Chain empowerment - Supporting african farmers to develop market

Publication proposée par Michel Pernot du Breuil

Contribution

This text is a book which shows how Africa’s smallholder farmers can earn more from their crops and livestock by taking control over the value chains they are part of, chains that link them with consumers in Africa’s town and cities.

The book describes two basic strategies that groups of farmers can use to improve their incomes : vertical and horizontal integration.
- Vertical integration means taking on additional activities in the value chain.
- Horizontal integration means becoming more involved in managing the value chain itself by farmers’improving their access to and management of information, their knowledge of the market, their control over contacts, or their cooperation with others actors in the chain.

This book contains 19 case studies showing how groups of farmers throught out Africa have adopted one or both of these strategies to improve their incomes.

Content

The remaining chapters in this book focus on the concept of value chains and how to improve them.

- Chapter 1, introduction.
- Chapter 2, Introducing value chains, describes a framework for analysing the farmers’ position in a value chain, and for making strategic decisions on how to help them improve it. It presents four roles that farmers may play in the chain.
- Chapters 3-6 present cases describing how groups of farmers have improved their position in the chain, either by improving how they perform the role, or by taking on new roles. These chapters also describe the role of the intermediary organization in helping them to do so.
- Chapter 3, Chain actors, describes how three groups of producers improved their position as chain actors by improving their production techniques and finding markets for their produce.
- Chapter 4, Chain partners, tells how various groups have been able to take on more management roles in the chain, so becoming chain partners.
- Chapter 5, Chain activity integrators, shows how farmers’ groups shifted from being chain actors to chain activity integrators by adding value to their produce, for example by processing it.
- Chapter 6, Chain co-owners, describes how farmers have become chain co-owners through a combination of increasing the types of activities they perform, as well as increasing their ability to manage the chain itself.
- Chapter 7, Strategies for chain empowerment, distils lessons from these cases. It describes the strategies that the intermediary organization can use to help farmers with improving their position in the chain.
- Chapter 8, Facilitating chain development, describes the various roles that the intermediary organization may consider playing in promoting value chains.
- Chapter 9, Resources, gives a brief overview of various tools that intermediary organizations can use in analyzing and facilitating the development of value chains. It also lists relevant resource materials and provides details on the contributors to this book.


- Action item
Every line holding the string "year" is to be copied from the entries below.

- Provided data

::::::

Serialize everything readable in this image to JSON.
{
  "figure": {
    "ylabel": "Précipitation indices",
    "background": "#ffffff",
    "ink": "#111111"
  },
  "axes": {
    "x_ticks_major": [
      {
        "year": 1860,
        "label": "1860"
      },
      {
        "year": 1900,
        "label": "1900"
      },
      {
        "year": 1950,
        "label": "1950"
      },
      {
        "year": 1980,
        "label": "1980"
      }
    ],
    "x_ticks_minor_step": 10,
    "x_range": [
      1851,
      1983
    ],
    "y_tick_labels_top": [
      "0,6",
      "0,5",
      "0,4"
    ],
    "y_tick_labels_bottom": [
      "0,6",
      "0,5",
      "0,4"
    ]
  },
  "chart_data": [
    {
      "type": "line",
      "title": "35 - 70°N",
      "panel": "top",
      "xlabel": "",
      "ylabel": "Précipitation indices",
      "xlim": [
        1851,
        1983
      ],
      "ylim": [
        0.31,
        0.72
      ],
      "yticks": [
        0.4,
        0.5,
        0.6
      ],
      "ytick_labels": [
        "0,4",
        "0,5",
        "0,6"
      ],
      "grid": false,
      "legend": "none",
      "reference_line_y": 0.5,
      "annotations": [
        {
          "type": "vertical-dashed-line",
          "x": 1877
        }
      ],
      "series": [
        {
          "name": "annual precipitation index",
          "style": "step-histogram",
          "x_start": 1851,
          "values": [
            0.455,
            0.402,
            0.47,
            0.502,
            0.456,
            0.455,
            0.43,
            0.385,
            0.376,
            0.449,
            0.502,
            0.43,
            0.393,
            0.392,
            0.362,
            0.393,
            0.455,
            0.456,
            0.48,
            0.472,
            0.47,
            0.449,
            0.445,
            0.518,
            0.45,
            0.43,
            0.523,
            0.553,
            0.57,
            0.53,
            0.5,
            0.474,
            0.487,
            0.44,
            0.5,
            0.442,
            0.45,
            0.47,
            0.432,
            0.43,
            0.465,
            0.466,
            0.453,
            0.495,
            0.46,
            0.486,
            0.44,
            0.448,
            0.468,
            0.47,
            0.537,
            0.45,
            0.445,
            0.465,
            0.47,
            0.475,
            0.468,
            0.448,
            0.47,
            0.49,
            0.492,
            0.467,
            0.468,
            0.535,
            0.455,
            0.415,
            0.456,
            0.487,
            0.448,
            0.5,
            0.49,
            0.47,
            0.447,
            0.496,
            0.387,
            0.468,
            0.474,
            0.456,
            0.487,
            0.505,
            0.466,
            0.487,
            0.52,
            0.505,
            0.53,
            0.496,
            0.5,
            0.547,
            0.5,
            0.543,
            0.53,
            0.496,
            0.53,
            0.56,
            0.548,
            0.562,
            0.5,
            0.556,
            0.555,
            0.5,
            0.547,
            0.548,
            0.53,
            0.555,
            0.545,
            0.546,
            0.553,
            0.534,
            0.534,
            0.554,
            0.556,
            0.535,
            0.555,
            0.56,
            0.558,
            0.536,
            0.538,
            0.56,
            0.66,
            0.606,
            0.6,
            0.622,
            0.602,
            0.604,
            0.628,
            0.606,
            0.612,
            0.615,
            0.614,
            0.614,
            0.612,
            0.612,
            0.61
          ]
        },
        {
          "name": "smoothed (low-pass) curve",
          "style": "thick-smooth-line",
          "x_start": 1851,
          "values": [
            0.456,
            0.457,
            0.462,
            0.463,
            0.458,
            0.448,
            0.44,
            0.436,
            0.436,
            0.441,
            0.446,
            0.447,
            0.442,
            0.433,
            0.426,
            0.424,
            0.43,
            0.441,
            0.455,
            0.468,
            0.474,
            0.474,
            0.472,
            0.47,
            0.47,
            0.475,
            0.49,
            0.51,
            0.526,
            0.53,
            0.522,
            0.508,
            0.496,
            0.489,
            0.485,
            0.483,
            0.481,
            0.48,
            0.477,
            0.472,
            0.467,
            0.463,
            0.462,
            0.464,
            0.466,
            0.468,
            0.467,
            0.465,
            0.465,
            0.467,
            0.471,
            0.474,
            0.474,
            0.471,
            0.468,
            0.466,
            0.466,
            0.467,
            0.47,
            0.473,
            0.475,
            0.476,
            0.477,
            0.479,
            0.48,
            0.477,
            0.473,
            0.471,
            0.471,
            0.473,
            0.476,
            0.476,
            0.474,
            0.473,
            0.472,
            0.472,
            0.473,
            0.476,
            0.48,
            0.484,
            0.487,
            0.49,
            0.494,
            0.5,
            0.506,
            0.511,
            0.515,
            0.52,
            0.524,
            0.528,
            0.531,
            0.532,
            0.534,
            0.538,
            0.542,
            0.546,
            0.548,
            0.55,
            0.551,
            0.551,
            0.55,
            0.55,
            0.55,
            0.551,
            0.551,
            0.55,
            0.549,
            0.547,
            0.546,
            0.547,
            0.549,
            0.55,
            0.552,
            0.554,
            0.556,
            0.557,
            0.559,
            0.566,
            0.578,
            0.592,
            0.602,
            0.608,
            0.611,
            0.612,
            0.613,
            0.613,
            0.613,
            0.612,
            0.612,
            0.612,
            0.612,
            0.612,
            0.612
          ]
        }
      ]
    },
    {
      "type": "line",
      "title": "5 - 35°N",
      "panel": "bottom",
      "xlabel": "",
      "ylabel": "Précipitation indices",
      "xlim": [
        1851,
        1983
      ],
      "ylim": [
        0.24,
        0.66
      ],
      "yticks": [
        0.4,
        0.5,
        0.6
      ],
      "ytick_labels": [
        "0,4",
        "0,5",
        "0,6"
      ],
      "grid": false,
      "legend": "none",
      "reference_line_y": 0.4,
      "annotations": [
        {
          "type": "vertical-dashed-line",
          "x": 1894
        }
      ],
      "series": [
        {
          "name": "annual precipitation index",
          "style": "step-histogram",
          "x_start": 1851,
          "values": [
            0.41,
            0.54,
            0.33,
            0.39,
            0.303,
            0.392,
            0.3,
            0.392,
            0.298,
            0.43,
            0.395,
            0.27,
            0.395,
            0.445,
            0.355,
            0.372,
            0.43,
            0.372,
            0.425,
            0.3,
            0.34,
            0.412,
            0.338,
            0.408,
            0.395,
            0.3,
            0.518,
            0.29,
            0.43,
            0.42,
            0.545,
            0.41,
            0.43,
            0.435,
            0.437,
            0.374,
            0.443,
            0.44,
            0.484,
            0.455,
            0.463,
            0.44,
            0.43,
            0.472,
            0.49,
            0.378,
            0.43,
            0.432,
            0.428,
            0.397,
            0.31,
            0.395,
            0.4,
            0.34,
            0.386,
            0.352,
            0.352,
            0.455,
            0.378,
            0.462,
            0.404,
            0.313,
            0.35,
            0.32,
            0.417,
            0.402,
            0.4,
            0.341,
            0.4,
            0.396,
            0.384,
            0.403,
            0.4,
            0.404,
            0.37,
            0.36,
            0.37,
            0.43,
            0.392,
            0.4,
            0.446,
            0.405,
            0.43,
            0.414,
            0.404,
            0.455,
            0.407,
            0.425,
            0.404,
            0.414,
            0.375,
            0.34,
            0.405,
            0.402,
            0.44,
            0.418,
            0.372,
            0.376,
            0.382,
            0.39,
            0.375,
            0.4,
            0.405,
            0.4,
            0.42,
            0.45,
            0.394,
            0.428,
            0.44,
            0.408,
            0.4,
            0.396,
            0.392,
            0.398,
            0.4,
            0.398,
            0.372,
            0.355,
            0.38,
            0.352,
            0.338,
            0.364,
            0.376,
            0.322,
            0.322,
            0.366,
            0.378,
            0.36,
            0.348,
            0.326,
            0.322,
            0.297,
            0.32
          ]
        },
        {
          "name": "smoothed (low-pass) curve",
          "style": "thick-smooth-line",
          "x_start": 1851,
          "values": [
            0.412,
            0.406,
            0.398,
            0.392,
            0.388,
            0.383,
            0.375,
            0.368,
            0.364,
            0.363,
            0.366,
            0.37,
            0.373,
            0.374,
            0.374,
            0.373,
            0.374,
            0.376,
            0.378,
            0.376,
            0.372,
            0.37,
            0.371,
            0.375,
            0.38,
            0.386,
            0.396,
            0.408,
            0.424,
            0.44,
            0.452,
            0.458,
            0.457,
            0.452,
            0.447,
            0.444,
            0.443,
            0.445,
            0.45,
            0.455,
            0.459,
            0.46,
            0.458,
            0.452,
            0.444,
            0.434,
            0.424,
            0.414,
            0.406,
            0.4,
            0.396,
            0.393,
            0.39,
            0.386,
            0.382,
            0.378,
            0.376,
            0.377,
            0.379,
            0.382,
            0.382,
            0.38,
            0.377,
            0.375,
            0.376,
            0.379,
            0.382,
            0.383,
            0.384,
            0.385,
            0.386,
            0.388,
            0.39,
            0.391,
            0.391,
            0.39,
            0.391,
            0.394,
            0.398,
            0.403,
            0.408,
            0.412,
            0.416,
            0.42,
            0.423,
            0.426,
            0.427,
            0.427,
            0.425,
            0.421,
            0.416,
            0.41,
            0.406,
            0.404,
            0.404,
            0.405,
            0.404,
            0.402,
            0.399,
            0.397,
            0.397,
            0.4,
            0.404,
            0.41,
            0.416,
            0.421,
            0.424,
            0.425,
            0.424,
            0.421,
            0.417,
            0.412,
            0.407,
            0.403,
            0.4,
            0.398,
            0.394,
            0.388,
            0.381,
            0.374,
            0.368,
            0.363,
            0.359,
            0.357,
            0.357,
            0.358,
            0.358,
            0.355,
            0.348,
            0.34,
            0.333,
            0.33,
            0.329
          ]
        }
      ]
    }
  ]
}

::::::

- Problem solution
        "year": 1860,
        "year": 1900,
        "year": 1950,
        "year": 1980,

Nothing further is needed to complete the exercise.